Abstract
A network source code is a data compression algorithm designed specifically for the multi-user communication system in which it will be employed. Network source codes achieve better rate-distortion trade-offs and improved functionality over the (better known) “point-to-point” source coding alternatives. Perhaps the simplest example of a network source code is the multiresolution code — in which a single transmitter describes the same information to a family of receivers, each of whom receives the data at a different rate; the descriptions are embedded, so that all receivers receive the lowest-rate description, and each higher rate is achieved by adding on to the description at the nearest lower rate.
In this talk, I will discuss rate-distortion bounds for lossy network source coding and algorithms for designing codes approaching these bounds. I will focus primarily on a survey of multiresolution source coding results but also include a brief discussion of generalizations to other network coding environments. Results include rate-distortion bounds, rate-loss bounds, properties of optimal codes, and an approximation algorithm for optimal quantizer design.
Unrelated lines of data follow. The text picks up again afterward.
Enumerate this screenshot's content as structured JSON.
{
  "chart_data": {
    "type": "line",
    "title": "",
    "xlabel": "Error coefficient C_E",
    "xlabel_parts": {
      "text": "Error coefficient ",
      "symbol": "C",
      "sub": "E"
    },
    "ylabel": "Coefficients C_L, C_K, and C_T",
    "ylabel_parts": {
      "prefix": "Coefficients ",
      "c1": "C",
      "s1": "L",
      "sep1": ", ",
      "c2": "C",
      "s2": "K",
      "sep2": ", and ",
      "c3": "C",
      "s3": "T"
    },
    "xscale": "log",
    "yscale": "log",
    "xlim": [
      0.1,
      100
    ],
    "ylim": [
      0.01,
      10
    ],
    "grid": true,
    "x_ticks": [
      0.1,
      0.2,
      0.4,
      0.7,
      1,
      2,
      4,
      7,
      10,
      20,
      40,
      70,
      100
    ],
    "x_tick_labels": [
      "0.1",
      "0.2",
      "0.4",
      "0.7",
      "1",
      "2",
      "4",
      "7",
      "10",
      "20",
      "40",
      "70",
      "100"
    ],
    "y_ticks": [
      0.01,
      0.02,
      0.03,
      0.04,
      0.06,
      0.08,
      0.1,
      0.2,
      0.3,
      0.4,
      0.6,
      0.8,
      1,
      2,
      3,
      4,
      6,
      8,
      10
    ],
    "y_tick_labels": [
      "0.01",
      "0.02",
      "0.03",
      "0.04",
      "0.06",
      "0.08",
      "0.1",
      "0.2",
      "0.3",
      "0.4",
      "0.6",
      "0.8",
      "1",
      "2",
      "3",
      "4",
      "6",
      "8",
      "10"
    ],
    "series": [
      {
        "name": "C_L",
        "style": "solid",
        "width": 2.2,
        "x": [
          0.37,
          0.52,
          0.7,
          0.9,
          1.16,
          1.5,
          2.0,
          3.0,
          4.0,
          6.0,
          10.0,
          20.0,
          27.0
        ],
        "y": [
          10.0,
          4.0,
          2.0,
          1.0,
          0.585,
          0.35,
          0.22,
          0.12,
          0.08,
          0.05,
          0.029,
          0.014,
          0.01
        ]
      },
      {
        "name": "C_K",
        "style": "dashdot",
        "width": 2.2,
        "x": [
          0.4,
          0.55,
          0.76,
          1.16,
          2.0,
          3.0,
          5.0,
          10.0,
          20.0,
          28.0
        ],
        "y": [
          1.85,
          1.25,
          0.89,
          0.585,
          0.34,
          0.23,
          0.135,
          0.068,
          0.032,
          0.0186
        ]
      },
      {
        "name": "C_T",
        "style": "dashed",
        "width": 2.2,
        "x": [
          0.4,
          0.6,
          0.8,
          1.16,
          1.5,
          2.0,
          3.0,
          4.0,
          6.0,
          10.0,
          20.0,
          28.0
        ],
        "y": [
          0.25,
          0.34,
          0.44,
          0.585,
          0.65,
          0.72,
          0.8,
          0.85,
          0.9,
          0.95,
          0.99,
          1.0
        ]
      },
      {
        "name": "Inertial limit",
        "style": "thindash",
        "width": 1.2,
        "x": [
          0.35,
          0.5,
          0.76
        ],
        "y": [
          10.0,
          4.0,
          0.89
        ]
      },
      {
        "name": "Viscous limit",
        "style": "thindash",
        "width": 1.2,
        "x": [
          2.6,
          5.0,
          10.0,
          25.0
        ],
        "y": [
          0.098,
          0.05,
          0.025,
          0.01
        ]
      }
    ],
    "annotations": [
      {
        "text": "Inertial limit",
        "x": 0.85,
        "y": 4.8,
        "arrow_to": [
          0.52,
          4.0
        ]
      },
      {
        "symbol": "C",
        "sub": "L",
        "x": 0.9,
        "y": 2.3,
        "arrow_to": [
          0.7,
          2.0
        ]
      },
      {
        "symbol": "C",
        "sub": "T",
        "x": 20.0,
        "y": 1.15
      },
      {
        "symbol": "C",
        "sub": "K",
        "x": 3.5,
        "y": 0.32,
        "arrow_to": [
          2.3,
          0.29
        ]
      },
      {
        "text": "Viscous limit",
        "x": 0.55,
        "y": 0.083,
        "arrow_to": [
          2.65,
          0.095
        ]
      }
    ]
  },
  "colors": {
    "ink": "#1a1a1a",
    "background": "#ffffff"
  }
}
The quantizer design is based on a new approximation algorithm for data clustering.
Parts of the work described in this talk were done in collaboration with Dr. Hanying Feng, Dan Muresan, Dr. Qian Zhao, and Prof. Leonard Schulman.
Biography
Michelle Effros received the B.S. degree with distinction in 1989, the M.S. degree in 1990, and the Ph.D. degree in 1994, all in electrical
engineering from Stanford University.
During the summers of 1988 and 1989 she worked at Hughes Aircraft Company. She joined the faculty at the California Institute of Technology in 1994 and is currently a Professor of Electrical Engineering. Her research interests include information theory, network coding, data compression, communications, pattern recognition, and image processing.
She received Stanford’s Frederick Emmons Terman Engineering Scholastic Award (for excellence in engineering) in 1989, the Hughes Masters Full-Study Fellowship in 1989, the National Science Foundation Graduate Fellowship in 1990, the AT&T Ph.D. Scholarship in 1993, the NSF CAREER Award in 1995, the Charles Lee Powell Foundation Award in 1997, the Richard Feynman-Hughes Fellowship in 1997, an Okawa Research Grant in 2000, and was cited by Technology Review as one of the world’s top 100 young innovators in 2002.
She is a member of Tau Beta Pi, Phi Beta Kappa, Sigma Xi, and the IEEE Information Theory, Signal Processing, and Communications societies. She served as the Editor of the IEEE Information Theory Society Newsletter from 1995 to 1998 and as a Member of the Board of Governors of the IEEE Information Theory Society from 1998 to 2003. She has served on the IEEE Signal Processing Society Image and Multi-Dimensional Signal Processing (IMDSP) Technical Committee since 2001 and is currently Associate Editor for Source Coding for the IEEE Transactions on Information Theory.